Saturday, April 03, 2010

Shameless

Yesterday I wrote a post about the constant and disgusting comparison that anti-choice zealots make between themselves and abolitionists. This was highlighted not only in the call for violence like murderer Scott Roeder, but in the cheap intellectual arguments of Washington Post Fred Hiatt-hire Charles Lane now ready to add the most extreme of Teabaggers are a great and bright shining pageant of democracy.

...the antislavery side had its moments of nullification as well. In 1851, a Boston crowd broke into a federal courthouse to free "Shadrach," a black man being held there by U.S. marshals enforcing the Fugitive Slave Law. Abolitionist Theodore Parker declared this blatant defiance of Washington "the most noble deed done in Boston since the destruction of the tea in 1773."

I am not suggesting a moral equivalency between the anti-slavery and pro-slavery forces. But I am suggesting an attitudinal equivalency


Now, one could certainly have chosen a better example of "anti-slavery" extremism -- say the easily identifiable John Brown? But no, Charles Lane deliberately chose to go with the guy who wanted to the 'free while black' and those who had the temerity to agree with him rather than send him back to slavery. Take it away, Ta-Nehisi Coates:

Lane is referencing, in rather disrespectful fashion, the awesome Shadrach Minkins. A Norfolk-area slave, Minkins' unthinking extremism deluded him into believing that he was a human being. Upon this radical realization, the hot-headed Minkins fled North and took up with a band of ex-slaves and abolitionists who also had thoughtlessly decided that blacks were people.

Lane is trying to cover himself by noting that he's comparing attitude, not morals. This only works in the most absurdly narrow sense--both abolitionists and fire-eaters believed that aspects of the federal law should be resisted. But this is like saying that both Roosevelt and Hitler had resigned themselves to mass killings. ...

There certainly is more here that's erroneous--I'm not convinced that "attitude" and "morality" are separate spheres. Moreover, I think that if Lane had used some empathy, the kind that leads you to use a man's full name unencumbered by scare quotes, he'd see the difference. Instead we have a lazy, mealy-mouthed "on the other hand" kind of centrism, which is every bit as rote, calcified, and rehearsed as the extremes it claims to deride.


All exactly true and on point.

Yet it is the flimsy argument of Lane that wins the day for the beltways easy non-intellect.

I watch these gathering of a few hundred or thousand protesters and see cable networks lavish attention on this conglomeration of tax-protesters, bigots, Paulites, and Glenn Beck-morons, a hodgepodge of legitimate and crackpot positions often poorly put forward (to say the least) with denominators so low and common that are denominators are fucking sick of them -- and then I recall hundreds of thousands marching for other things like against wars and for immigration reform without any coverage at all. Even contemporaneously. The same weekend the House passed health care reform and a few hundred shouting Teabaggers were lavished with coverage, a couple hundred thousand marched for immigration reform blocks away. Nobody even knew it. It might as well have not occurred as far as the media was concerned.

(via Meteor Blades at the Great Orange Satan)

8 comments:

StonyPillow, Monster Shouter said...

Monsters are coming. The monsters are rising up. The monsters have taken over the Washington Post. The monsters will be here by the anniversary.

Anonymous said...

Maybe the couple of hundred thousand who march in support of progressive ideas should march on the corporate media centers rather than the centers of government. It seems only fitting since Bush's radical activist Supremes have declared corporations as America's owners

JDM said...

Why I read the Al Jazeera news site is not because it's less corporatist (it's not) but because it covers things the US EmEssEm doesn't. That's where I read about the immigration march.

JDM said...

PS Once again, thanks, Dollar Bill kkklintone fer letting the Fairness Doctrine die without a fight and double plus thanks to Raygun and kkklintone both for ignoring the antitrust laws and allowing so much concentration in media ownership. Douche nozzle asswipes that they are and were.

pansypoo said...

clinton was a democrat of the reaganist period. it took georgee to kill reagan. but the gnews is unwilling to admit so.

funny how women don't matter, or finite resources and not enough people die. women are people too.

Montag said...

Umm, just to clarify--the Fairness Doctrine was eliminated by the FCC in 1987. Clinton had nothing to do with that.

That said, Clinton certainly looked the other way on a number of media conglomerate-friendly actions, and did his share of harm to the public interest.

Anonymous said...

That was then, this is now.
the politics of governing is based on the power of an administration's base.
The problem is leaders come and go and the base changes but little.
HCR shifted things, and the momentum (force?) is with this leadership. vox

JDM said...

montag, ur right on the fairness doctrine, thanks. My bad.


→ PROBLEM
In this exercise, print only the lines from the line with "This screenshot has height=480, width=1114." to the last line of the data below, inclusive. Any pictures should be left out.

→ INFORMATION SUPPLIED
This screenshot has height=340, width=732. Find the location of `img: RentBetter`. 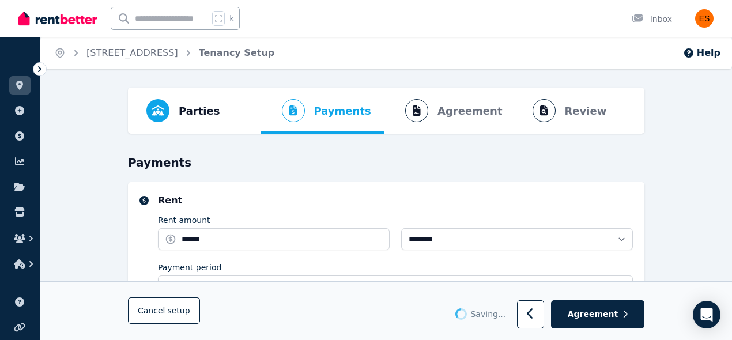

img: RentBetter is located at coordinates (58, 18).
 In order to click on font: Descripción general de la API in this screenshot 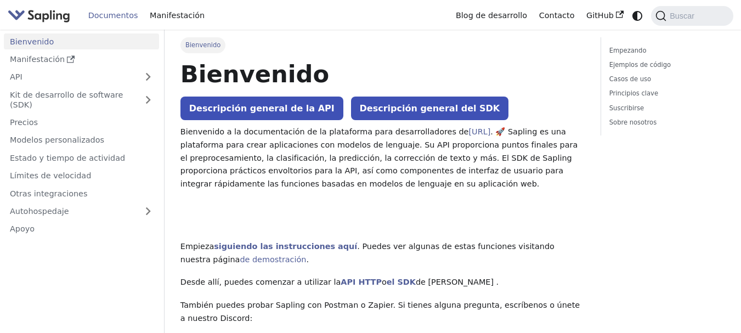, I will do `click(262, 108)`.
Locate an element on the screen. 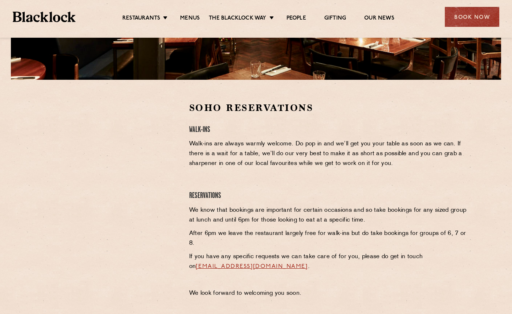 The image size is (512, 314). h4: Walk-Ins is located at coordinates (328, 130).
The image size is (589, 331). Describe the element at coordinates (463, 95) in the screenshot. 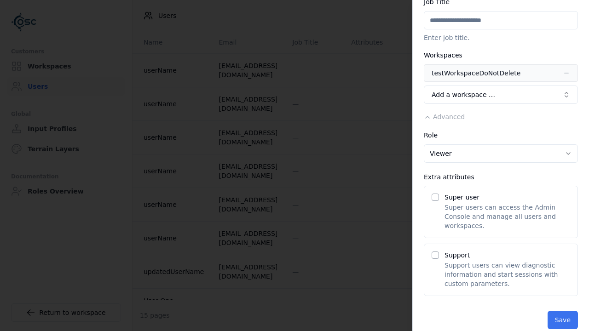

I see `span: Add a workspace …` at that location.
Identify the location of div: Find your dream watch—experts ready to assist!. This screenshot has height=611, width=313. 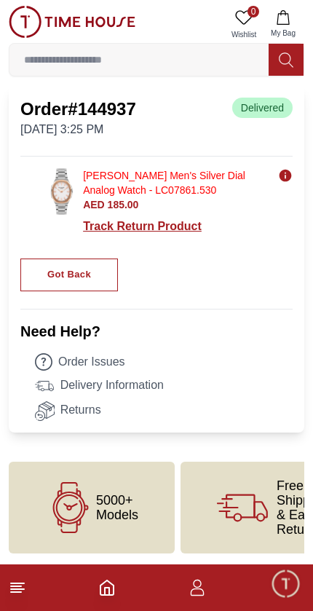
(156, 424).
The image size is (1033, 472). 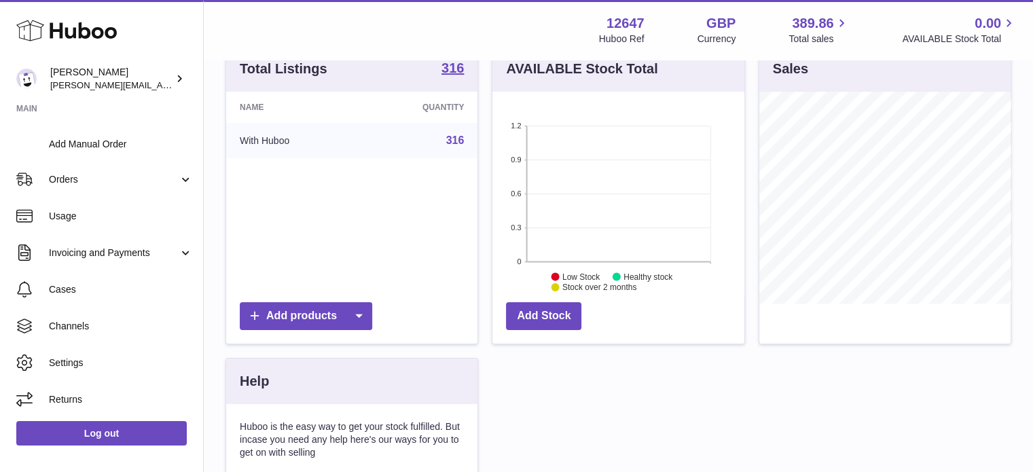 What do you see at coordinates (121, 144) in the screenshot?
I see `span: Add Manual Order` at bounding box center [121, 144].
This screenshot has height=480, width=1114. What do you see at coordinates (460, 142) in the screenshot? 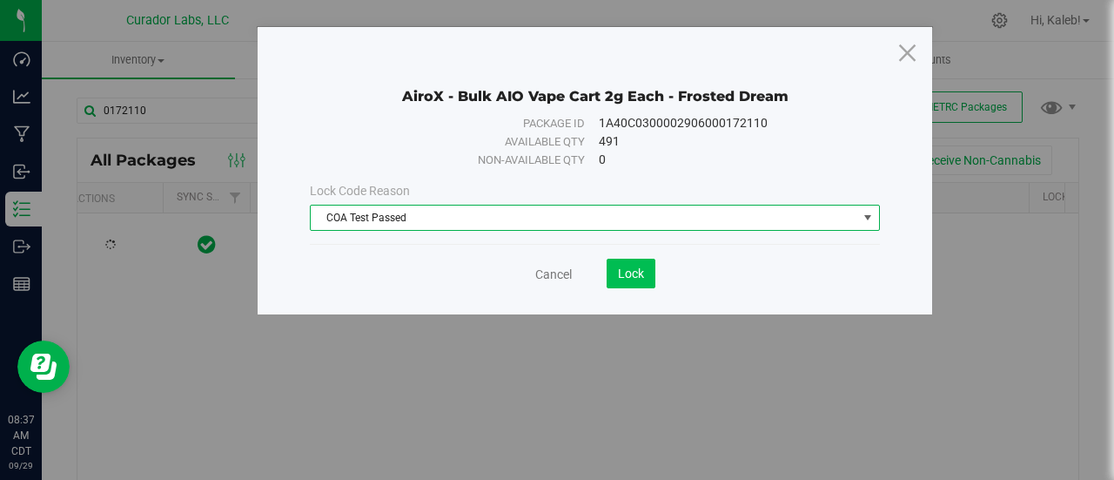
I see `div: Available qty` at bounding box center [460, 142].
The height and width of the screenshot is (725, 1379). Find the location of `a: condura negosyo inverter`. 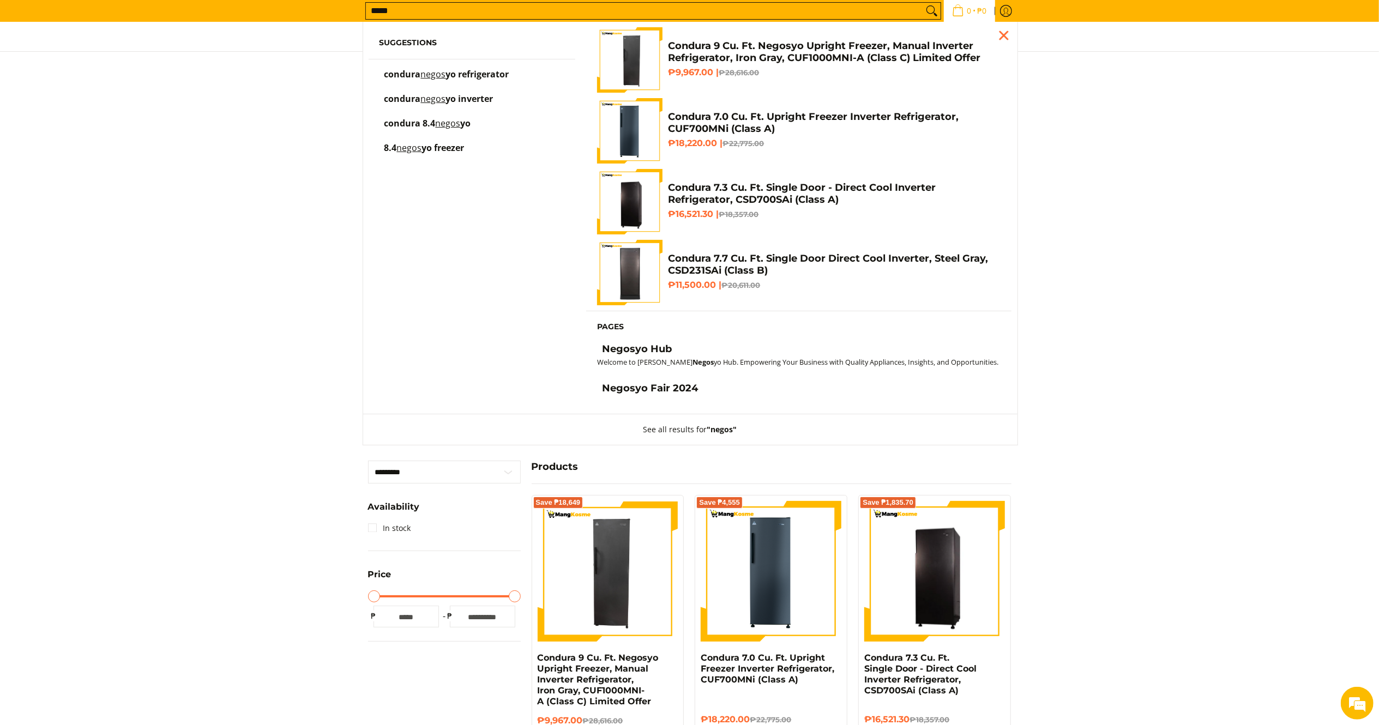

→ YOUR SOLUTION
This screenshot has height=480, width=1114. What do you see at coordinates (460, 142) in the screenshot? 
I see `div: Available qty` at bounding box center [460, 142].
The height and width of the screenshot is (725, 1379). Find the location of `a: condura negosyo inverter`. 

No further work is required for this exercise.